Artist’s Statement
My artwork represents a longstanding belief in the possibility of translating human experience and feeling through the raw materials of painting. For quite some time I have been probing an artistic vein in which naturalistic forms shape-shift inside an abstract color space. The figuration is rooted in the human body, and more specifically, the links between brain and viscera. The physicality of working large allows the body to override the brain; only then does the door open to serendipity. When successful, the imagery and the materials combine to create a psychological and emotional charge with the viewer.
I don’t think of myself as a figurative painter, and yet figuration clearly looms large in these paintings. Indeed, this body of work belongs to an ongoing series titled “Twisted Figures”, a play on both the literal meaning of twisted (coiled, torqued, wrung) and the non-literal (warped, unstable, abnormal). I’m not interested in depicting literal narratives, but I am interested in the potential for metaphor. I think of these paintings as of the body and embodiments of… They are very physical in their making, visceral in appearance, and suggest a figure under intense stress, embattled, and thus very much of our world., ironically, it is as if this recent body of work prefigured the debilitating ischemicstroke. I suffered in July2022, triggered by a blood clot that formed in my right carotid artery which effectively rent the internal symmetry of my body, creating a misalignment and internal torque of muscles and nerves, whenIaskedmyself the question,“how might this traumatic eventinfluencemyartwork?”, I realized, in retrospect that the paintings. I had already made in the l lead-up to the stroke in the waning years andmonths of the pandemic were alreadyan accurate representation of my new physical reality!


Task
Should a line in the entries below contain "diagram", return that line.

####################

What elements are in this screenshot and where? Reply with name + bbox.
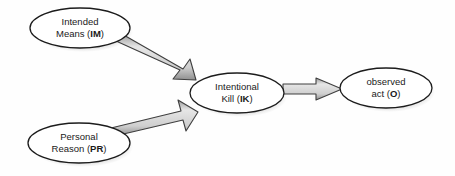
intended-means-node[interactable] — [30, 8, 130, 48]
diagram-canvas: Intended Means (IM) Personal Reason (PR)… — [0, 0, 455, 176]
intentional-kill-node[interactable] — [190, 73, 284, 113]
personal-reason-node[interactable] — [28, 123, 130, 163]
arrow-personal-reason-to-intentional-kill — [111, 100, 198, 136]
diagram-graphics — [0, 0, 455, 176]
arrow-intentional-kill-to-observed-act — [283, 78, 342, 100]
observed-act-node[interactable] — [340, 68, 432, 108]
arrow-intended-means-to-intentional-kill — [116, 34, 196, 80]
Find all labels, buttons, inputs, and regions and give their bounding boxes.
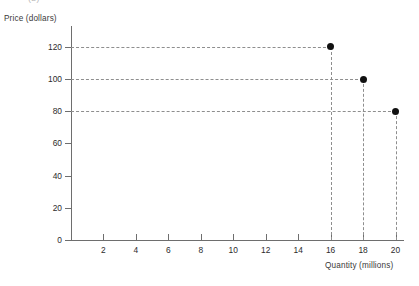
- y-tick-mark: [65, 143, 71, 144]
- y-tick-label: 60: [36, 138, 62, 148]
- y-tick-label: 100: [36, 74, 62, 84]
- horizontal-guide-line: [71, 111, 396, 112]
- x-tick-mark: [298, 234, 299, 240]
- vertical-guide-line: [396, 111, 397, 240]
- x-tick-label: 20: [386, 245, 406, 255]
- data-point: [327, 43, 334, 50]
- y-tick-mark: [65, 47, 71, 48]
- y-tick-mark: [65, 79, 71, 80]
- y-axis-line: [71, 26, 72, 241]
- data-point: [360, 76, 367, 83]
- y-axis-title: Price (dollars): [4, 14, 57, 23]
- x-tick-label: 18: [353, 245, 373, 255]
- x-tick-label: 16: [321, 245, 341, 255]
- y-tick-label: 120: [36, 42, 62, 52]
- x-tick-label: 12: [256, 245, 276, 255]
- vertical-guide-line: [331, 47, 332, 240]
- x-tick-mark: [201, 234, 202, 240]
- x-tick-mark: [266, 234, 267, 240]
- x-tick-label: 10: [223, 245, 243, 255]
- vertical-guide-line: [363, 79, 364, 240]
- y-tick-mark: [65, 176, 71, 177]
- y-tick-label: 0: [36, 235, 62, 245]
- x-axis-line: [71, 240, 404, 241]
- horizontal-guide-line: [71, 47, 331, 48]
- x-tick-mark: [396, 234, 397, 240]
- x-tick-mark: [331, 234, 332, 240]
- x-tick-label: 6: [158, 245, 178, 255]
- y-tick-label: 20: [36, 203, 62, 213]
- chart-figure: (b) Price (dollars) Quantity (millions) …: [0, 0, 419, 286]
- y-tick-mark: [65, 208, 71, 209]
- y-tick-mark: [65, 111, 71, 112]
- x-tick-label: 8: [191, 245, 211, 255]
- y-tick-label: 80: [36, 106, 62, 116]
- x-tick-mark: [136, 234, 137, 240]
- x-tick-mark: [363, 234, 364, 240]
- horizontal-guide-line: [71, 79, 363, 80]
- x-tick-label: 14: [288, 245, 308, 255]
- x-tick-mark: [168, 234, 169, 240]
- x-tick-label: 4: [126, 245, 146, 255]
- x-tick-mark: [103, 234, 104, 240]
- x-tick-label: 2: [93, 245, 113, 255]
- data-point: [392, 108, 399, 115]
- x-axis-title: Quantity (millions): [325, 261, 393, 270]
- y-tick-mark: [65, 240, 71, 241]
- y-tick-label: 40: [36, 171, 62, 181]
- panel-label: (b): [28, 0, 40, 3]
- x-tick-mark: [233, 234, 234, 240]
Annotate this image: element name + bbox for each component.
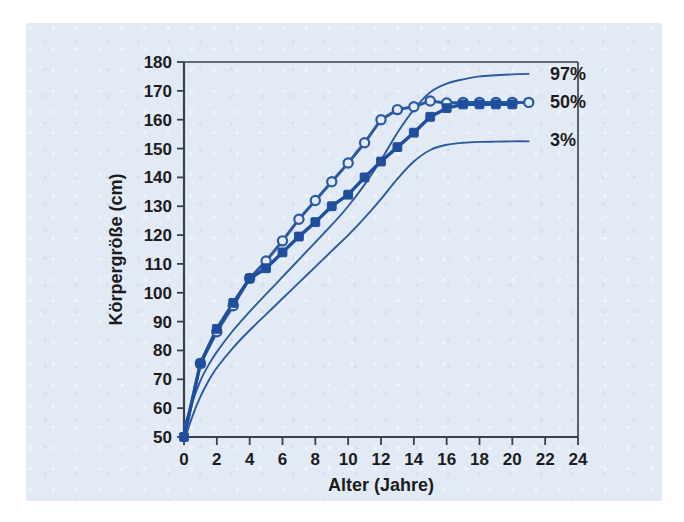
x-tick-label: 14: [404, 450, 423, 469]
percentile-curve-97pct: [184, 74, 529, 427]
growth-chart-plot: 5060708090100110120130140150160170180024…: [0, 0, 684, 522]
data-point-marker: [311, 196, 320, 205]
curves-layer: [184, 74, 529, 442]
data-point-marker: [294, 215, 303, 224]
data-point-marker: [376, 115, 385, 124]
data-point-marker: [344, 190, 353, 199]
data-point-marker: [475, 100, 484, 109]
y-tick-label: 60: [153, 399, 172, 418]
data-point-marker: [360, 173, 369, 182]
y-tick-label: 140: [144, 168, 172, 187]
x-tick-label: 2: [212, 450, 221, 469]
data-point-marker: [393, 105, 402, 114]
y-tick-label: 120: [144, 226, 172, 245]
data-point-marker: [524, 98, 533, 107]
series-annotation-3pct: 3%: [550, 130, 576, 150]
x-tick-label: 0: [179, 450, 188, 469]
markers-layer: [180, 96, 534, 441]
data-point-marker: [262, 264, 271, 273]
data-point-marker: [278, 248, 287, 257]
x-tick-label: 4: [245, 450, 255, 469]
x-tick-label: 8: [311, 450, 320, 469]
growth-chart-figure: 5060708090100110120130140150160170180024…: [0, 0, 684, 522]
data-point-marker: [492, 100, 501, 109]
data-point-marker: [409, 128, 418, 137]
data-point-marker: [327, 177, 336, 186]
y-tick-label: 110: [145, 255, 172, 274]
data-point-marker: [393, 143, 402, 152]
y-tick-label: 50: [153, 428, 172, 447]
y-axis-title: Körpergröße (cm): [106, 173, 126, 325]
y-tick-label: 150: [144, 140, 172, 159]
y-axis-title-group: Körpergröße (cm): [106, 173, 126, 325]
measured-curve-1: [184, 101, 529, 437]
y-tick-label: 70: [153, 370, 172, 389]
data-point-marker: [508, 100, 517, 109]
measured-curve-3: [184, 104, 512, 437]
y-tick-label: 160: [144, 111, 172, 130]
y-tick-label: 80: [153, 341, 172, 360]
y-tick-label: 100: [144, 284, 172, 303]
y-tick-label: 130: [144, 197, 172, 216]
data-point-marker: [327, 202, 336, 211]
x-tick-label: 12: [372, 450, 391, 469]
x-tick-label: 6: [278, 450, 287, 469]
x-axis-title: Alter (Jahre): [328, 475, 434, 495]
x-tick-label: 16: [437, 450, 456, 469]
x-tick-label: 24: [569, 450, 588, 469]
data-point-marker: [459, 100, 468, 109]
y-tick-label: 180: [144, 53, 172, 72]
x-tick-label: 20: [503, 450, 522, 469]
data-point-marker: [229, 298, 238, 307]
data-point-marker: [180, 433, 189, 442]
y-tick-label: 90: [153, 313, 172, 332]
data-point-marker: [377, 157, 386, 166]
data-point-marker: [295, 232, 304, 241]
data-point-marker: [245, 274, 254, 283]
data-point-marker: [442, 104, 451, 113]
series-annotation-50pct: 50%: [550, 92, 586, 112]
data-point-marker: [344, 158, 353, 167]
data-point-marker: [196, 359, 205, 368]
data-point-marker: [426, 96, 435, 105]
data-point-marker: [426, 112, 435, 121]
data-point-marker: [278, 236, 287, 245]
x-tick-label: 18: [470, 450, 489, 469]
data-point-marker: [212, 324, 221, 333]
data-point-marker: [311, 218, 320, 227]
y-tick-label: 170: [144, 82, 172, 101]
series-annotation-97pct: 97%: [550, 64, 586, 84]
x-tick-label: 10: [339, 450, 358, 469]
data-point-marker: [409, 102, 418, 111]
x-tick-label: 22: [536, 450, 555, 469]
data-point-marker: [360, 138, 369, 147]
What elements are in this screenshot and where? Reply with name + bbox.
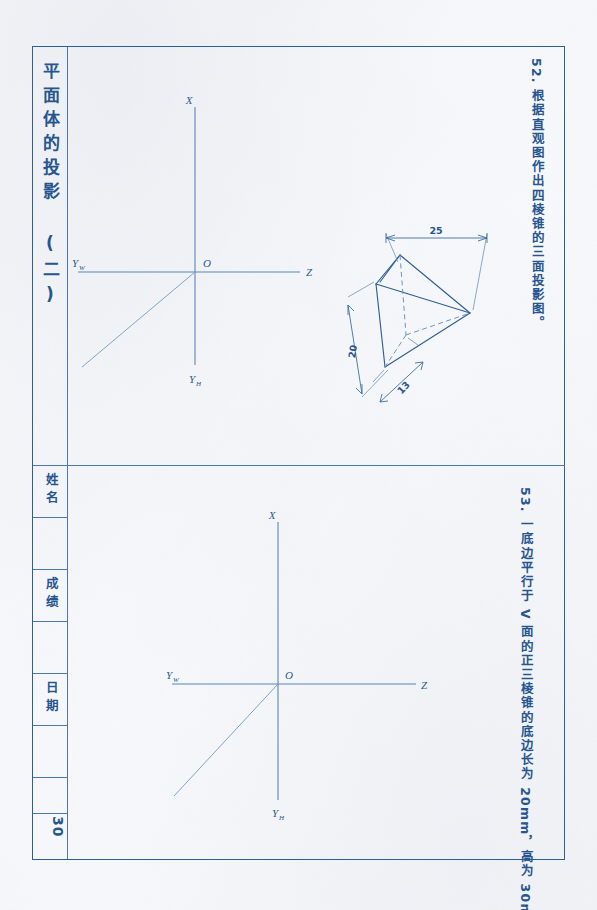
title-block-date-cell: 日期 bbox=[36, 674, 66, 724]
title-block-sep-2 bbox=[33, 517, 67, 518]
title-block-date-label: 日期 bbox=[42, 681, 61, 717]
title-block-sep-8 bbox=[33, 813, 67, 814]
drawing-frame bbox=[32, 46, 565, 860]
title-block-sep-4 bbox=[33, 621, 67, 622]
title-block-grade-cell: 成绩 bbox=[36, 570, 66, 620]
title-block-grade-label: 成绩 bbox=[42, 577, 61, 613]
title-block-name-label: 姓名 bbox=[42, 473, 61, 509]
title-block-sep-7 bbox=[33, 777, 67, 778]
page-number: 30 bbox=[36, 816, 66, 837]
title-block-name-cell: 姓名 bbox=[36, 466, 66, 516]
title-block-sep-6 bbox=[33, 725, 67, 726]
sheet-title: 平面体的投影 (二) bbox=[38, 62, 63, 311]
frame-problem-divider bbox=[67, 465, 565, 466]
problem-52-prompt: 52. 根据直观图作出四棱锥的三面投影图。 bbox=[527, 58, 546, 358]
frame-left-column-divider bbox=[67, 47, 68, 859]
problem-53-prompt: 53. 一底边平行于 V 面的正三棱锥的底边长为 20mm，高为 30mm，底面… bbox=[516, 487, 535, 797]
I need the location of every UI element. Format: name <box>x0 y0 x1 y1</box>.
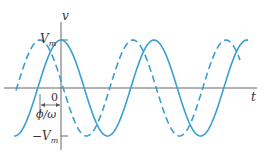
vm-label: Vm <box>40 33 56 48</box>
t-axis-label: t <box>251 91 256 103</box>
origin-label: 0 <box>51 92 58 103</box>
phase-label: ϕ/ω <box>36 109 56 120</box>
v-axis-label: v <box>62 10 69 22</box>
neg-vm-label: −Vm <box>32 130 58 145</box>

####################

Exercise output
diagram-canvas: Intended Means (IM) Personal Reason (PR)… — [0, 0, 455, 176]
diagram-graphics — [0, 0, 455, 176]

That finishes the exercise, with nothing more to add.